▶ EXERCISE DIRECTIONS:
Would you please copy all of the data exactly, skipping the images?

-- MATERIAL FOR THIS EXERCISE follows --

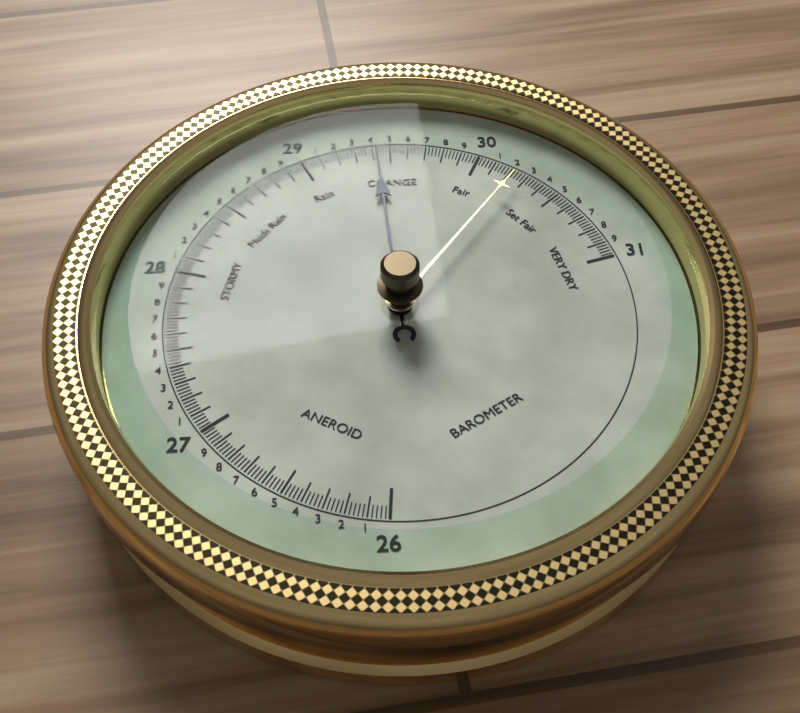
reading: 29.42 (no unit)
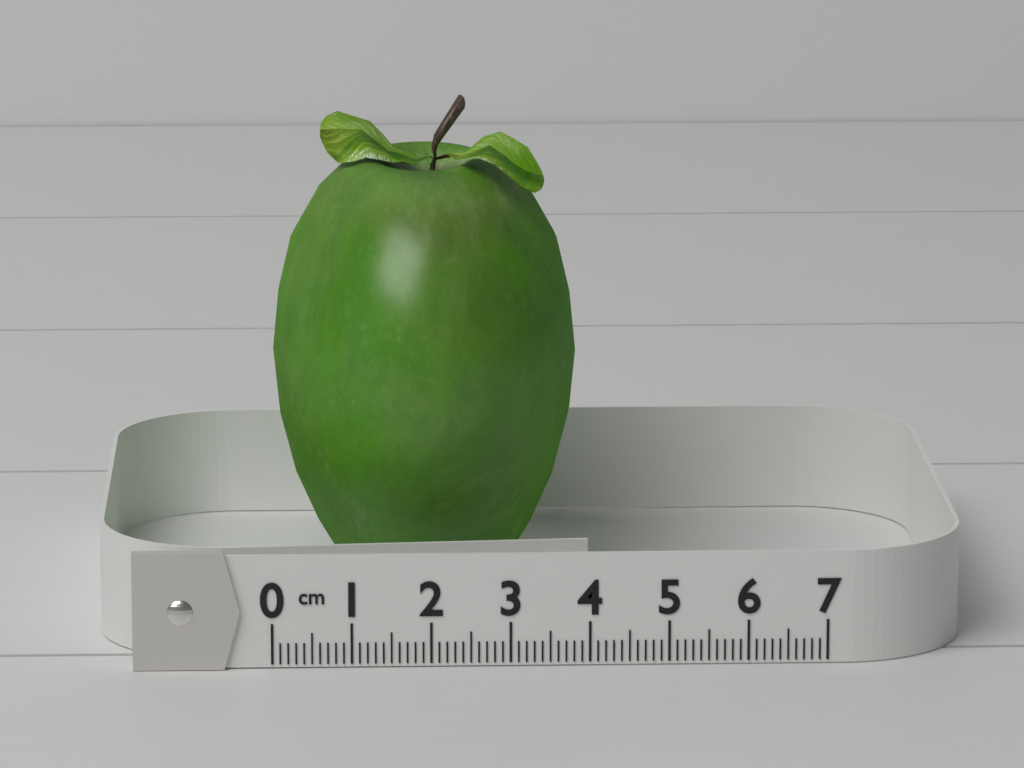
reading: 4.0 cm
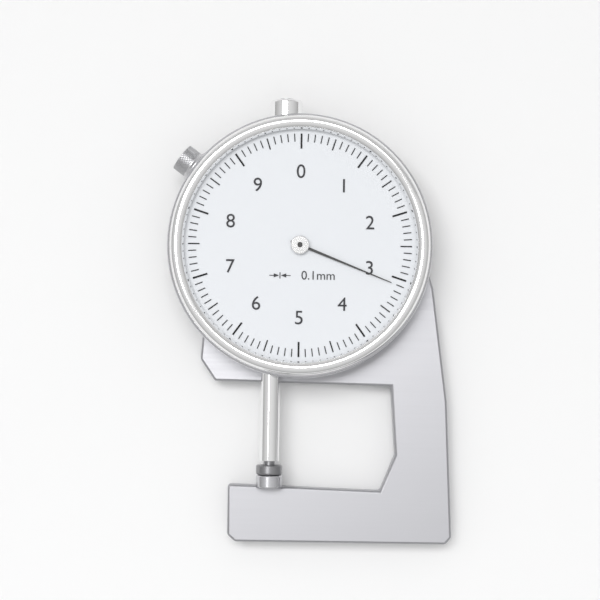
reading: 3.1 mm
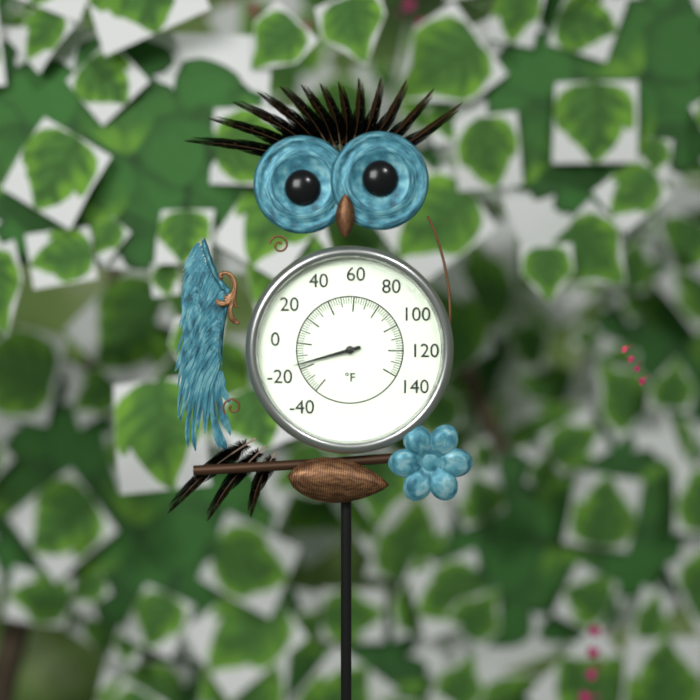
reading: -16 °F
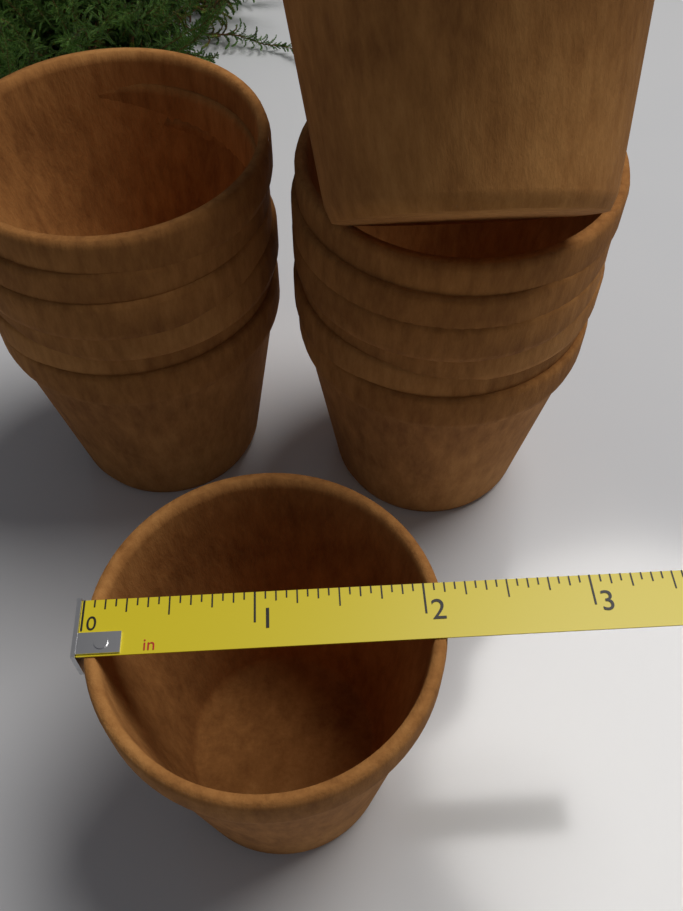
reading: 2.1250 in
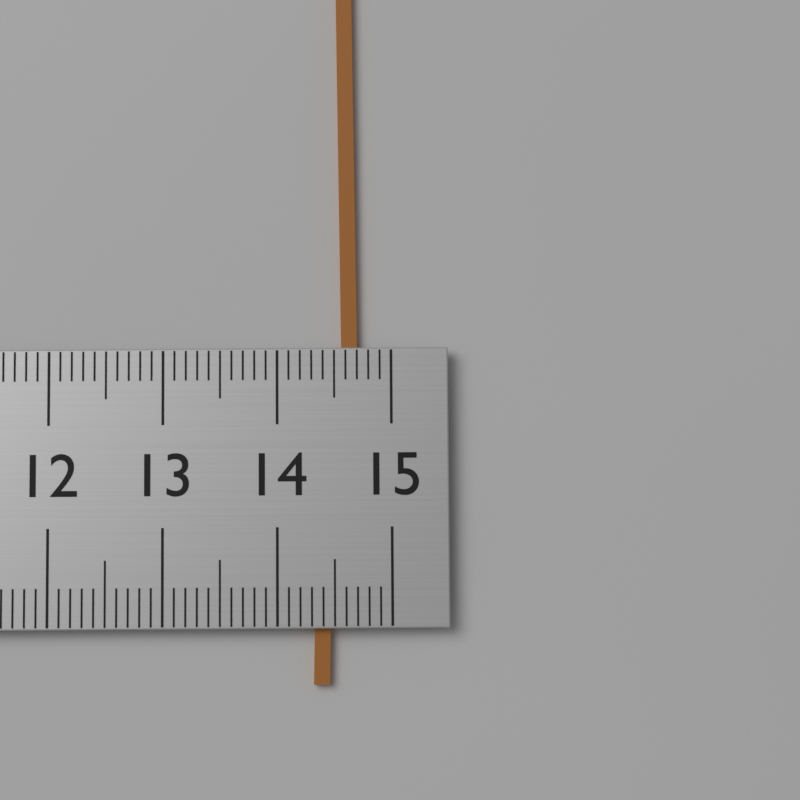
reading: 14.7 (no unit)
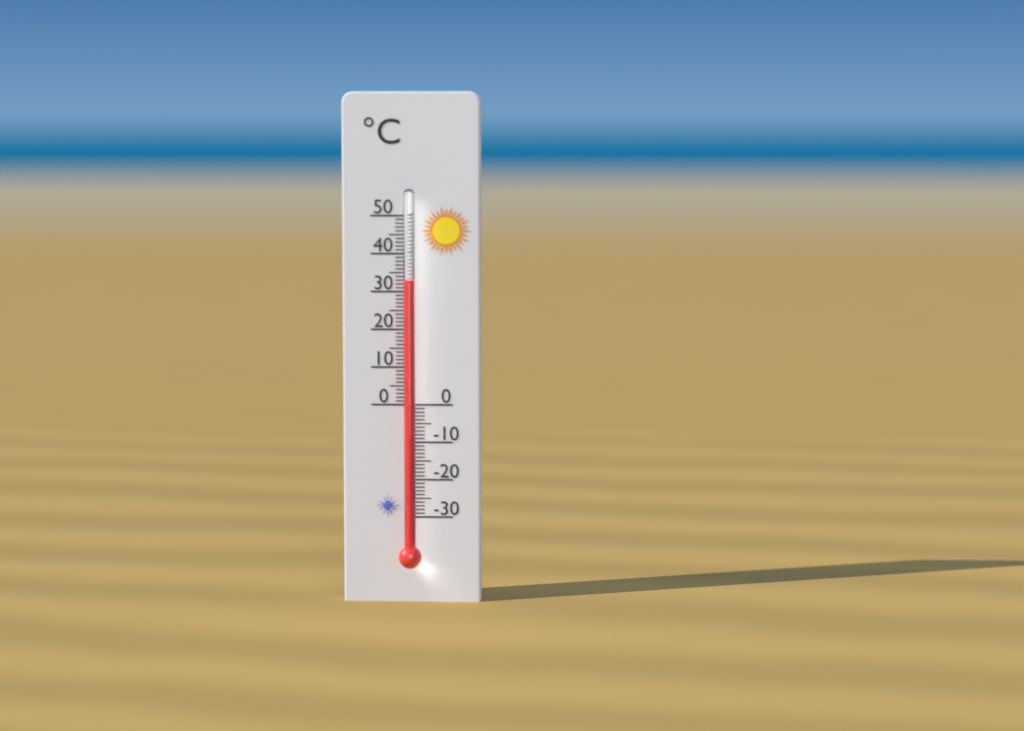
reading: 33 °C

-- MATERIAL FOR THIS EXERCISE concluded --

▶ COMPLETED TASK:
reading: 29.42 (no unit)
reading: 4.0 cm
reading: 3.1 mm
reading: -16 °F
reading: 2.1250 in
reading: 14.7 (no unit)
reading: 33 °C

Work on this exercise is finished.